This opinion piece was submitted to the Star News, a newspaper of McCall, Idaho, and mountain communities of West Central Idaho. It was written by Debra K. Ellers, Western Idaho Director of Western Watersheds Project :
The Star News article on August 23, 2007 “When they ‘cry wolf’ it is for real” glossed over the real problem: private interests grazing domestic sheep on public lands.
A few points about sheep on our local public lands:
- The Payette National Forest has about 12,000 domestic sheep permitted to graze on our public lands within a 50 mile radius of McCall. Grazing is allowed near popular recreation areas such as HazardLakes, Grassy Mountain Lakes, Loon Lake and Twenty Mile Creek. Folks out in these places to experience tranquility and fresh air may instead find barnyard noise, sheep manure and aggressive guard dogs.
- A band of sheep in one location often numbers over 1,000 head. The trailing and bedding of hundreds or thousands of sheep in one place can have substantial effects. For example, with the steep slopes and granite soils found in many places on the Payette, trampling from sheep can add excess sedimentation to salmon and bull trout spawning streams. Native grasses and wildflowers lose their vigor after being consumed year after year, and gradually diminish.
- A sheep operation pays only 27 cents per sheep per month to graze on federal lands. The Forest Service expends considerable resources in administering the grazing program, including staff salary and benefits, vehicles and office overhead, which grazing fees don’t come close to covering.
- It’s no secret that the Forest Service is strapped for funding. Money that funds grazing administration means less dollars for public uses, such as recreation, wildlife or fire safety. How many times have you tried to hike or ride down a trail in the Payette, only to find it impassable from deadfall, or even impossible to find? Recreation often gets short shrift compared to grazing funding.
- Domestic sheep cause big problems for native wildlife, such as bighorn sheep and wolves. Domestic sheep can give pasteurella, a pneumonia-like disease, to wild bighorn sheep. This disease has devastating impacts on bighorns. Bighorn sheep die or become weakened from this disease, and carry it back to other bighorns, who in turn become infected. The Payette National Forest is currently being sued for its failure to manage, in accordance with the best available science, the separation of domestic sheep from bighorn sheep in the Hells Canyon and Salmon River areas.
- Domestic sheep have been responsible for elimination of wolves and other native predators. Wolves lived for thousands of years in our forests in balance with their prey. However, livestock operators or government agents trapped or killed millions of wolves in the late 1800’s and early 1900’s, often through cruel methods such as strychnine poisoning or heavy leghold traps. After the reintroduction of wolves in the 1990’s, wolves once again were killed at the behest of livestock operators. For instance, federal agents killed several packs of wolves on public land in the Payette National Forest in 2004 and 2005, using taxpayer dollars, after the wolves targeted domestic sheep for easy prey.
None of my comments is meant to disparage livestock producers. Those operators still grazing on public lands are simply taking advantage of an anachronistic system which stems from frontier days, when few people lived in the West, and resources seemed unlimited.
Now, with booming human populations nearby, diminishing wildlife, and global warming, change is coming to our public lands. Voluntary buy-out programs or other transitional mechanisms should be made available to the few livestock operators still grazing on public lands, to help them find alternatives for their businesses on private lands. Public lands should be administered truly in the public interest, not for private profit.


## WORK INSTRUCTIONS:
Whichever lines of the entries hold the word "caption" should be identified and copied.

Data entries
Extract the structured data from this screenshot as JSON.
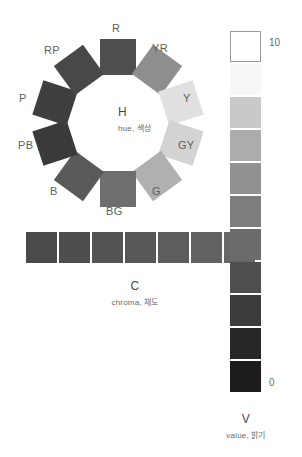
{
  "diagram": {
    "background": "#ffffff"
  },
  "hue": {
    "symbol": "H",
    "caption": "hue, 색상",
    "center": {
      "x": 118,
      "y": 123
    },
    "radius": 66,
    "swatch_size": 36,
    "segments": [
      {
        "code": "R",
        "label": "R",
        "color": "#4f4f4f",
        "angle": 0,
        "rotation": 0,
        "label_x": 112,
        "label_y": 22
      },
      {
        "code": "YR",
        "label": "YR",
        "color": "#8e8e8e",
        "angle": 36,
        "rotation": 36,
        "label_x": 152,
        "label_y": 42
      },
      {
        "code": "Y",
        "label": "Y",
        "color": "#e0e0e0",
        "angle": 72,
        "rotation": 72,
        "label_x": 183,
        "label_y": 92
      },
      {
        "code": "GY",
        "label": "GY",
        "color": "#d3d3d3",
        "angle": 108,
        "rotation": 108,
        "label_x": 178,
        "label_y": 139
      },
      {
        "code": "G",
        "label": "G",
        "color": "#b0b0b0",
        "angle": 144,
        "rotation": 144,
        "label_x": 152,
        "label_y": 185
      },
      {
        "code": "BG",
        "label": "BG",
        "color": "#6e6e6e",
        "angle": 180,
        "rotation": 0,
        "label_x": 106,
        "label_y": 205
      },
      {
        "code": "B",
        "label": "B",
        "color": "#5a5a5a",
        "angle": 216,
        "rotation": 36,
        "label_x": 50,
        "label_y": 185
      },
      {
        "code": "PB",
        "label": "PB",
        "color": "#3a3a3a",
        "angle": 252,
        "rotation": 72,
        "label_x": 18,
        "label_y": 139
      },
      {
        "code": "P",
        "label": "P",
        "color": "#3f3f3f",
        "angle": 288,
        "rotation": 108,
        "label_x": 19,
        "label_y": 92
      },
      {
        "code": "RP",
        "label": "RP",
        "color": "#484848",
        "angle": 324,
        "rotation": 144,
        "label_x": 44,
        "label_y": 44
      }
    ]
  },
  "chroma": {
    "symbol": "C",
    "caption": "chroma, 채도",
    "swatches": [
      {
        "color": "#4a4a4a"
      },
      {
        "color": "#4e4e4e"
      },
      {
        "color": "#535353"
      },
      {
        "color": "#585858"
      },
      {
        "color": "#5d5d5d"
      },
      {
        "color": "#626262"
      },
      {
        "color": "#676767"
      }
    ]
  },
  "value": {
    "symbol": "V",
    "caption": "value, 밝기",
    "tick_top": "10",
    "tick_bottom": "0",
    "swatches": [
      {
        "color": "#ffffff",
        "outlined": true
      },
      {
        "color": "#f7f7f7",
        "outlined": false
      },
      {
        "color": "#c9c9c9",
        "outlined": false
      },
      {
        "color": "#acacac",
        "outlined": false
      },
      {
        "color": "#919191",
        "outlined": false
      },
      {
        "color": "#7d7d7d",
        "outlined": false
      },
      {
        "color": "#6b6b6b",
        "outlined": false
      },
      {
        "color": "#4f4f4f",
        "outlined": false
      },
      {
        "color": "#3b3b3b",
        "outlined": false
      },
      {
        "color": "#272727",
        "outlined": false
      },
      {
        "color": "#1c1c1c",
        "outlined": false
      }
    ]
  }
}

## EXERCISE RESULT:
    "caption": "hue, 색상",
    "caption": "chroma, 채도",
    "caption": "value, 밝기",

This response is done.